If your promotion was not approved in the last cycle, your manager should have shared feedback on what the calibration committee wanted to see. This feedback is the most valuable input you will receive all year. Treat it as a specific checklist.

Common PSC feedback and what it means:

  • "Impact not at next level yet" - Your work was strong for your current level, but the committee did not see evidence that you are operating at the scope of the next level. You need bigger projects or broader influence. Read our guide on what to do after being passed over.
  • "Need more sustained demonstration" - One strong quarter is not enough. The committee wants 2-3 quarters of consistent next-level performance.
  • "Direction signal was weak" - You executed well on what was asked, but the committee did not see you shaping what your team works on. For IC5+, you need to be proposing and driving, not just delivering.
  • "People contribution was insufficient" - Especially for IC5 to IC6, the committee needs evidence that you are multiplying others. Start mentoring now.

Putting It Together

Meta's promotion process is harder than it was before 2023. But harder does not mean opaque. The PSC evaluates you on four clear pillars. The calibration session is where decisions are made. Your manager is your advocate but can only argue with the evidence you provide.

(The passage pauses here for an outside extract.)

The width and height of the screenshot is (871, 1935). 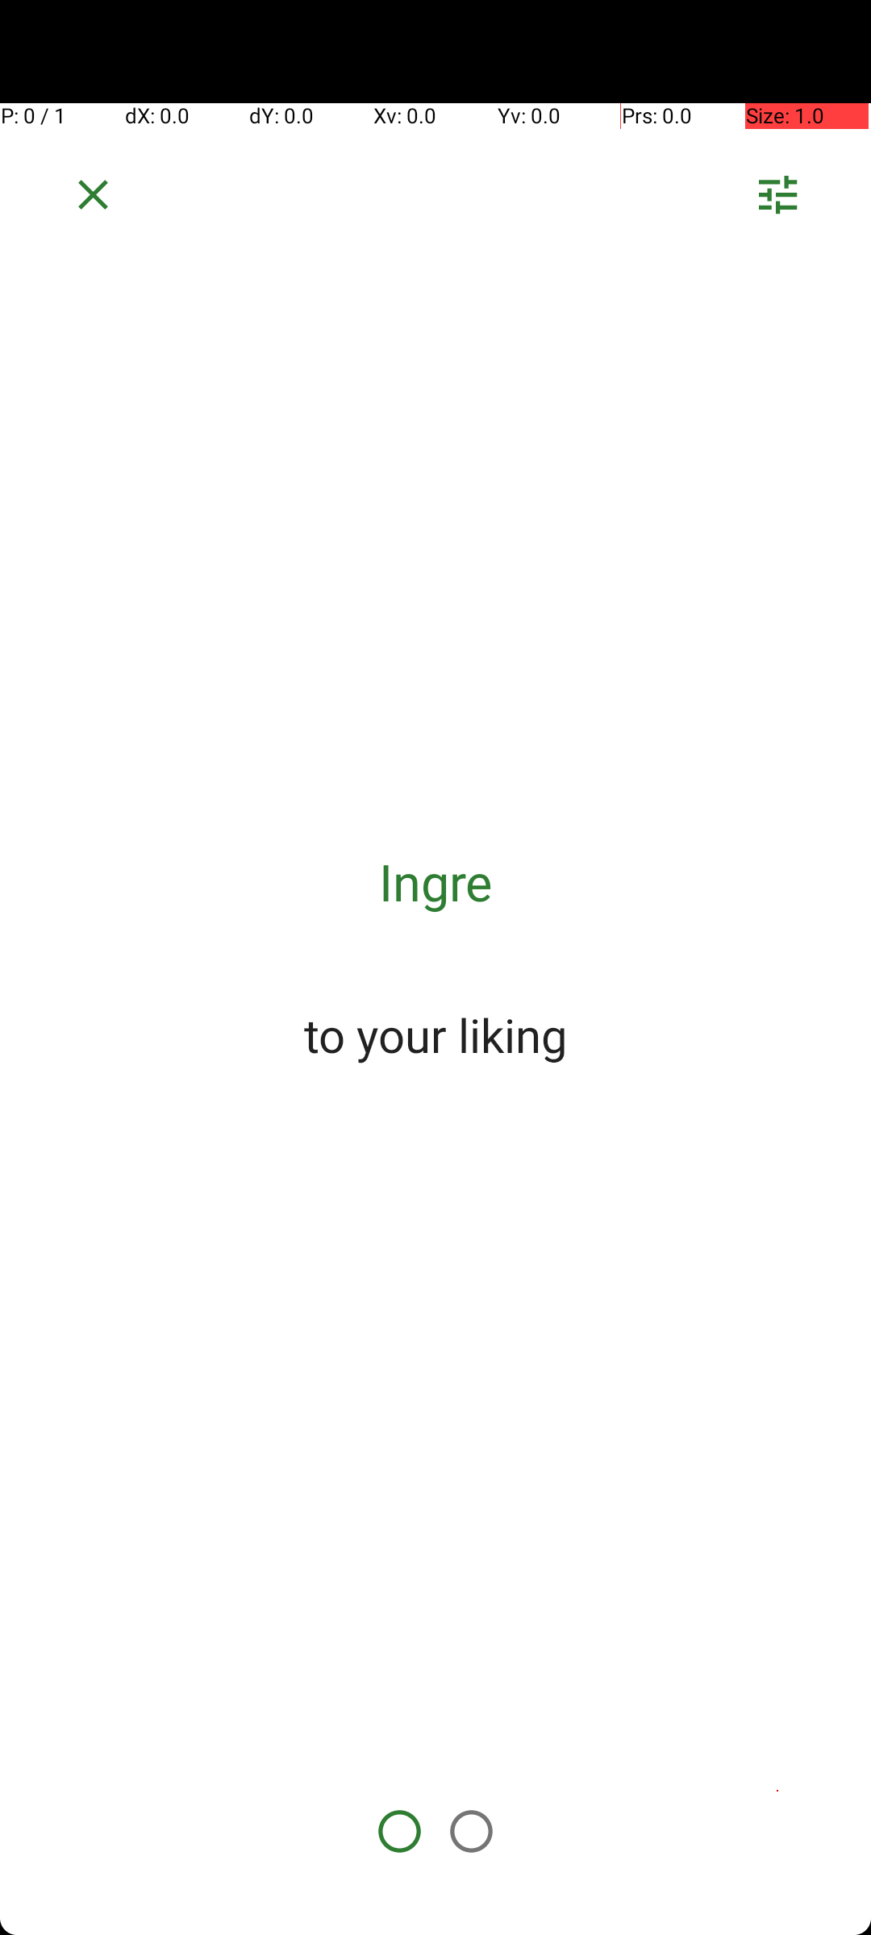 I want to click on to your liking, so click(x=435, y=1034).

The engineers who get promoted at Meta today are the ones who treat their promotion case like a project: they identify the requirements early, build the evidence systematically, align stakeholders, and deliver a document that leaves no gaps for the committee to question.

For the general promotion packet framework that works at any company, read our complete guide to writing a promotion packet. For level comparisons across Meta, Google, Amazon, and others, check the tech promotion levels guide. And if you are at Meta and ready to build your case now, visit the Meta promotion packet page for a guided walkthrough.